Dependent variable: vote share of president’s party

(1) (2) (3) (4) (5)

Drought -0.052*** -0.049***

(0.007) (0.009)

Categories of drought:

Extreme -0.209*** -0.131*** -0.251***

(0.014) (0.015) (0.021)

Severe -0.059*** -0.012 -0.036***

(0.008) (0.008) (0.009)

Moderate -0.011** 0.011** 0.013**

(0.005) (0.005) (0.005)

Interactions between policies and drought:

Palliative x Drought 0.065***

(0.008)

Prevention x Drought 0.021**

(0.010) Interactions between policies and categories of drought:

Palliative x Extreme 0.114***

(0.019)

Palliative x Severe 0.063***

(0.009)

Palliative x Moderate 0.008

(0.010)

Prevention x Extreme 0.133***

(0.020)

Prevention x Severe 0.008

(0.011)

Prevention x Moderate -0.016

(0.012)

Observations 21,712 21,712 19,343 19,343 19,343

R-squared 0.447 0.455 0.503 0.504 0.511

Controls No No Yes Yes Yes

Note: the analyses use data for presidential elections of 1998, 2002, 2006, and 2010. Municipalities and years fixed effects included in all specifications. Controls variables are lagged two years before each election and include population, average income, GINI coefficient, the share of graduated citizens, the share of voters below 18 years old, the proportion of workers in agriculture and industry sector, palliative policy, and prevention policy. Standard error clustered at municipality level in parentheses. *** p-value<0.01, ** p-value<0.05, * p-value<0.10.
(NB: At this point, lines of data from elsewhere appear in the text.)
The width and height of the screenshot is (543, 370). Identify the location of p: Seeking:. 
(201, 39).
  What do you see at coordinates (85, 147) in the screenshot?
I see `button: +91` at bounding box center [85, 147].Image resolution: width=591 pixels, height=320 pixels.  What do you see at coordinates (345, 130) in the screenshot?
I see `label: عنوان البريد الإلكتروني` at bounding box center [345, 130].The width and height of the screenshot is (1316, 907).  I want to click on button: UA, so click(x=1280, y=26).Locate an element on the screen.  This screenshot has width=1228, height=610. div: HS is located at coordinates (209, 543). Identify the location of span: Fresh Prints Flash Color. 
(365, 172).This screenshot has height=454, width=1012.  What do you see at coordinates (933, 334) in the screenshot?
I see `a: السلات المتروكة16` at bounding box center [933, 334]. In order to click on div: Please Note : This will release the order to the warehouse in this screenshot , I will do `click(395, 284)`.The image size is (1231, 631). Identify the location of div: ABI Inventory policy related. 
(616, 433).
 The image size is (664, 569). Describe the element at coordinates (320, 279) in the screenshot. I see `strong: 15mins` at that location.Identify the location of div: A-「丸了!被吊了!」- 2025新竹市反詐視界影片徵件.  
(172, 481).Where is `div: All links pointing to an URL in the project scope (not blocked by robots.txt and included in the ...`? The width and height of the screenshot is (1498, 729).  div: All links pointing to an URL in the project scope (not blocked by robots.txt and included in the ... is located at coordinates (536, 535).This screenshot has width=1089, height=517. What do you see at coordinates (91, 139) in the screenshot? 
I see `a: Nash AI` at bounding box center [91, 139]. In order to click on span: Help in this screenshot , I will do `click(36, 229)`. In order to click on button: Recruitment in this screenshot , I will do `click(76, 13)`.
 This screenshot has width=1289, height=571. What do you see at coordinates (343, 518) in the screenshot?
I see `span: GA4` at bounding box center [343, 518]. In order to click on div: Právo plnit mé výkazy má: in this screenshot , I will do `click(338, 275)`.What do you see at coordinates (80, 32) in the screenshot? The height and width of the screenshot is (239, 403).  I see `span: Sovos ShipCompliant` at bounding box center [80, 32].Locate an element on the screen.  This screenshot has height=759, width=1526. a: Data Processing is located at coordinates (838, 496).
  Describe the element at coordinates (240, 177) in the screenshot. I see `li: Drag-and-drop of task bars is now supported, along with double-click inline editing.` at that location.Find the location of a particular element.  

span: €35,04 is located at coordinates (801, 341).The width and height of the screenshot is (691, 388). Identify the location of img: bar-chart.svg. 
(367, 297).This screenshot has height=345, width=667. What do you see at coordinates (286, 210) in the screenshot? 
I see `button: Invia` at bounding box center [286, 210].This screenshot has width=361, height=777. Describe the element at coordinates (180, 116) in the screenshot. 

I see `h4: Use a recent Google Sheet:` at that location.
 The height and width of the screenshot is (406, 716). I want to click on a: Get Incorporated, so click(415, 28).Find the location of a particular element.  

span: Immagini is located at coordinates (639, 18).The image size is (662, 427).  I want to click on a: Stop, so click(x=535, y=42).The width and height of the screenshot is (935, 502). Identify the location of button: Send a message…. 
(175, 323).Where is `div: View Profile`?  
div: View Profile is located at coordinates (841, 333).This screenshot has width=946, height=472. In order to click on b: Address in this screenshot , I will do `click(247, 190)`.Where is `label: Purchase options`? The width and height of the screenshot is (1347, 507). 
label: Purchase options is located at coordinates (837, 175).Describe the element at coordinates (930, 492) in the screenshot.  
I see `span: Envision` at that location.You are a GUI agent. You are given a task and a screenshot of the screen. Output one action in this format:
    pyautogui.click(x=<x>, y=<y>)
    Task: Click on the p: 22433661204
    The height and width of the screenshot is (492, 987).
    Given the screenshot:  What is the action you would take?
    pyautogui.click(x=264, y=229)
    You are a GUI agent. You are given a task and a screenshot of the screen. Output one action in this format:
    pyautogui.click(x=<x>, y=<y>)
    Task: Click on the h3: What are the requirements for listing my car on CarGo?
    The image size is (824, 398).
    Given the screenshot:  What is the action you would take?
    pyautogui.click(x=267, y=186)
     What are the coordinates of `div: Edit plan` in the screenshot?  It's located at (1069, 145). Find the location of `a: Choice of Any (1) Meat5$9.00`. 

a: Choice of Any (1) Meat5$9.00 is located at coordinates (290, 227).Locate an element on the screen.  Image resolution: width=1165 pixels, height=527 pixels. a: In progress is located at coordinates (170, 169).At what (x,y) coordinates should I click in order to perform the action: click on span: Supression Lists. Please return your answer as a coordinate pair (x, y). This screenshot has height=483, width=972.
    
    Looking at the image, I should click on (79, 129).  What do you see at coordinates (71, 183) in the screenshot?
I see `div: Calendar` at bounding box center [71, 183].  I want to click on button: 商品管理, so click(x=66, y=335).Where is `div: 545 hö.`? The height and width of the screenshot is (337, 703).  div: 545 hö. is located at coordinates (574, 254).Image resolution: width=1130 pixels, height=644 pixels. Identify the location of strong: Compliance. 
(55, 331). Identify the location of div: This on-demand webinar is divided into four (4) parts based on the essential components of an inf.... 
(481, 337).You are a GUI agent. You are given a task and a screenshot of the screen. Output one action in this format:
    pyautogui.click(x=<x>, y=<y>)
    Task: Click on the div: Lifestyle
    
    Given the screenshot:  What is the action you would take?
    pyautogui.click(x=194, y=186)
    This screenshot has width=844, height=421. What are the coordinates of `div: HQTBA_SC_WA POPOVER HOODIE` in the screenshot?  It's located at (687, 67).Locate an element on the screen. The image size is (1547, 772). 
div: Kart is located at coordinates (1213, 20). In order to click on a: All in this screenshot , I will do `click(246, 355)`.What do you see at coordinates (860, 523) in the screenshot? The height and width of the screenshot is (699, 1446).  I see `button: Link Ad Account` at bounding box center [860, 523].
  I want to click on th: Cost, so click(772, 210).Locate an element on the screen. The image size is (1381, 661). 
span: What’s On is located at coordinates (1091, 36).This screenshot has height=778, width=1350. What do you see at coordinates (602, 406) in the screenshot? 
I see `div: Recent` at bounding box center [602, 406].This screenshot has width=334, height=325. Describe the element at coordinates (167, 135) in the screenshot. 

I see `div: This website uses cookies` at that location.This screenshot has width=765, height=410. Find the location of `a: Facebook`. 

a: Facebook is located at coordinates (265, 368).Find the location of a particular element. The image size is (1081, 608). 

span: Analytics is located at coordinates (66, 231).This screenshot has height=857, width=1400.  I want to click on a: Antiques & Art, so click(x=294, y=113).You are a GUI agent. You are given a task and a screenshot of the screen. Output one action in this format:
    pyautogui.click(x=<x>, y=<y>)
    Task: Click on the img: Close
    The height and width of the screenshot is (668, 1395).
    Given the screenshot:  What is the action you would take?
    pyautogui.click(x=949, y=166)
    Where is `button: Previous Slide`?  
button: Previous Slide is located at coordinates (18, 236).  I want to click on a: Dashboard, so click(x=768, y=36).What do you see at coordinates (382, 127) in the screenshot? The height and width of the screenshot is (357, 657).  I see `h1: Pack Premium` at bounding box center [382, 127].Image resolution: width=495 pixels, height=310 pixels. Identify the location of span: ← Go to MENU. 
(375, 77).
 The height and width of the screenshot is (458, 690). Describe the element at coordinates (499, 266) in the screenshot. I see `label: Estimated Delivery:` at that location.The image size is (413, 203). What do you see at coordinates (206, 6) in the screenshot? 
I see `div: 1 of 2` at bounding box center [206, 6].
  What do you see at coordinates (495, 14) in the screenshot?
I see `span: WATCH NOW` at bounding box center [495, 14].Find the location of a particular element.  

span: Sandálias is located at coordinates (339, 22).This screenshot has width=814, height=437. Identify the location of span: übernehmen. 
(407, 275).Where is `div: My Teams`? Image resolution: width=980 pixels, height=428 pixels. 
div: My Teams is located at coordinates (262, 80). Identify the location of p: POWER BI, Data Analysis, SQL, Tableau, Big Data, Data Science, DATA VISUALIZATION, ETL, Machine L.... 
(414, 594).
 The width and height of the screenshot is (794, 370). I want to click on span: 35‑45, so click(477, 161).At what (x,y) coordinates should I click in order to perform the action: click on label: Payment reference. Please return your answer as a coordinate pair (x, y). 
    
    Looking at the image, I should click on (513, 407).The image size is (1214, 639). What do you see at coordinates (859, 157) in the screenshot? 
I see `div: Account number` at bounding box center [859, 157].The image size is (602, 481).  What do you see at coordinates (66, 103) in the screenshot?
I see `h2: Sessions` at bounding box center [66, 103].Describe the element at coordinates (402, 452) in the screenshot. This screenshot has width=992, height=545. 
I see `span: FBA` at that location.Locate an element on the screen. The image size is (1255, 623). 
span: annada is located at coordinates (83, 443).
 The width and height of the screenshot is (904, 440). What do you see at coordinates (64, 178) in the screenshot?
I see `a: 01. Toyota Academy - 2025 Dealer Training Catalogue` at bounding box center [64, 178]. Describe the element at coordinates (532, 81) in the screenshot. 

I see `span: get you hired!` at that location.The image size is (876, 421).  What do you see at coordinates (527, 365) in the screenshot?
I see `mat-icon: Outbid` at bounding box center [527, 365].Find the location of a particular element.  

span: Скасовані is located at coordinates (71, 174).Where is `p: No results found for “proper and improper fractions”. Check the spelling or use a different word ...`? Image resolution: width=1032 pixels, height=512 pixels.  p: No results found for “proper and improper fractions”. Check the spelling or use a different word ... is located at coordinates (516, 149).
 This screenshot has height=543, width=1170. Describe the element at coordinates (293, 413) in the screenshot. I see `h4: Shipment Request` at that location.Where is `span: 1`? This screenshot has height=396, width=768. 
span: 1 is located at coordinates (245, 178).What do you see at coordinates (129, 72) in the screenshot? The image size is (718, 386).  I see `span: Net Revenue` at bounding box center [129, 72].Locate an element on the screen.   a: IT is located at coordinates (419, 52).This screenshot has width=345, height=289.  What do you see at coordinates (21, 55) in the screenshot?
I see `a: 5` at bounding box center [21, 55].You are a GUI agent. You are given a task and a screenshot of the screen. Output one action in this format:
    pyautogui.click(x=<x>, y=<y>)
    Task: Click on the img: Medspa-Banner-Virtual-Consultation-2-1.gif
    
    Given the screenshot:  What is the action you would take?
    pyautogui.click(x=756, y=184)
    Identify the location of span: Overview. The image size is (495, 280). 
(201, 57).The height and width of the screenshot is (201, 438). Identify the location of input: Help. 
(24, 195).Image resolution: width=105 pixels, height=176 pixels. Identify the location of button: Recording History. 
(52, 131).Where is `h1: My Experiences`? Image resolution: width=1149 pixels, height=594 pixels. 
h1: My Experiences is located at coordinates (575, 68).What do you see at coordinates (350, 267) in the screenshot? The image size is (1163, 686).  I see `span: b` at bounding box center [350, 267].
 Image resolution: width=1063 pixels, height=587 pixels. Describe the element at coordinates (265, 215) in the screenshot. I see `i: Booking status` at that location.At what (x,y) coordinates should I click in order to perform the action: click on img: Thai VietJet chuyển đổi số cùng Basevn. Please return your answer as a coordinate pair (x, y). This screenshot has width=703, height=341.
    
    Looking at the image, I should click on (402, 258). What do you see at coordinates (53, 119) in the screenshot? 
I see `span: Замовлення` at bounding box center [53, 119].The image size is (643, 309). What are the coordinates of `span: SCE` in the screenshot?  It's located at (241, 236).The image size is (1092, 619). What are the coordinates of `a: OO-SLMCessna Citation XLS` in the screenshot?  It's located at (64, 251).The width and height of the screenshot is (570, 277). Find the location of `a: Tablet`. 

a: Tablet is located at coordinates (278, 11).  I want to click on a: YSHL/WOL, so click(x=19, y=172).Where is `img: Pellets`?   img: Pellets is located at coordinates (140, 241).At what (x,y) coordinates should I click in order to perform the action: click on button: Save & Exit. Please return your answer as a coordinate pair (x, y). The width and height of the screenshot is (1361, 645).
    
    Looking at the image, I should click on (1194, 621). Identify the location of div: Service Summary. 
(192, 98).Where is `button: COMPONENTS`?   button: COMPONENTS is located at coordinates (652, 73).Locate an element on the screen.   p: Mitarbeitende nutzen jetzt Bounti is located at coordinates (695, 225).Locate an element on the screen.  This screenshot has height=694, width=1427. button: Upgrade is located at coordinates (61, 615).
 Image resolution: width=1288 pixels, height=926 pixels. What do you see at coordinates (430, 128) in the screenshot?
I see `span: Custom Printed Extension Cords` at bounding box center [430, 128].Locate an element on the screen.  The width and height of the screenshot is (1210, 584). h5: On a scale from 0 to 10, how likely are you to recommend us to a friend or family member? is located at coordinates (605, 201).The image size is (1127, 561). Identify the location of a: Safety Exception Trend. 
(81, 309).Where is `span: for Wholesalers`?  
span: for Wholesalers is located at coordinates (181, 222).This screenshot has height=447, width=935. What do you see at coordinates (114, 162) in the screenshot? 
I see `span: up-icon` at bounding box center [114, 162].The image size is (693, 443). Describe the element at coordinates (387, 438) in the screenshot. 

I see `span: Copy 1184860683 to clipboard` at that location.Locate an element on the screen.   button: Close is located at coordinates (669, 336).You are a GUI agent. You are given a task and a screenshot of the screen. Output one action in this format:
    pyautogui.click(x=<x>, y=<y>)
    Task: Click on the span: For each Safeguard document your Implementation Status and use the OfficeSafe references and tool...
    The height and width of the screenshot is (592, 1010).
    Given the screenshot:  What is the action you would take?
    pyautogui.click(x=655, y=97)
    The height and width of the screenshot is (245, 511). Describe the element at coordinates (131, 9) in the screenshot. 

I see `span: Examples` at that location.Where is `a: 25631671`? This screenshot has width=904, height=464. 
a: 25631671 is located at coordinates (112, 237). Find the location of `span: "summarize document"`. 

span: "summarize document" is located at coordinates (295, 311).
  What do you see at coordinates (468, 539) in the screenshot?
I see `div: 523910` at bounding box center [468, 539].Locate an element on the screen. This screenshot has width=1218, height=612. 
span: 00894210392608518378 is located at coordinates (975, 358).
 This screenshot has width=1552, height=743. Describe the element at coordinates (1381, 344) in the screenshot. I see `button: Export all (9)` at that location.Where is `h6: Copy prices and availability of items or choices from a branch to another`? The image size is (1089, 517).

Interpreting the results in detail, Table 2 depicts the findings using the vote share of the incumbent party in presidential elections as the dependent variable. Column (1) shows that a drought decreases the vote share of the incumbent party by an average of five percentage points.

Column (2) suggests that such an effect is nonlinear regarding the intensity of water scarcity.

While extreme droughts decrease the vote share of the presidential party by an average of twenty percentage points, severe droughts and moderate droughts result in a six percentage points and one percentage point decrease, respectively. Column (3) confirms that the nonlinear effect holds even when including time-varying covariates. Column (4) includes interactions between the incidence of drought and policies aimed at mitigating the consequences of drought. The results

21This conclusion holds even for municipalities that have received the palliative and preventive policies simul- taneously. The triple interaction between drought and the two type of policies is statistically insignificant. The results are available upon request.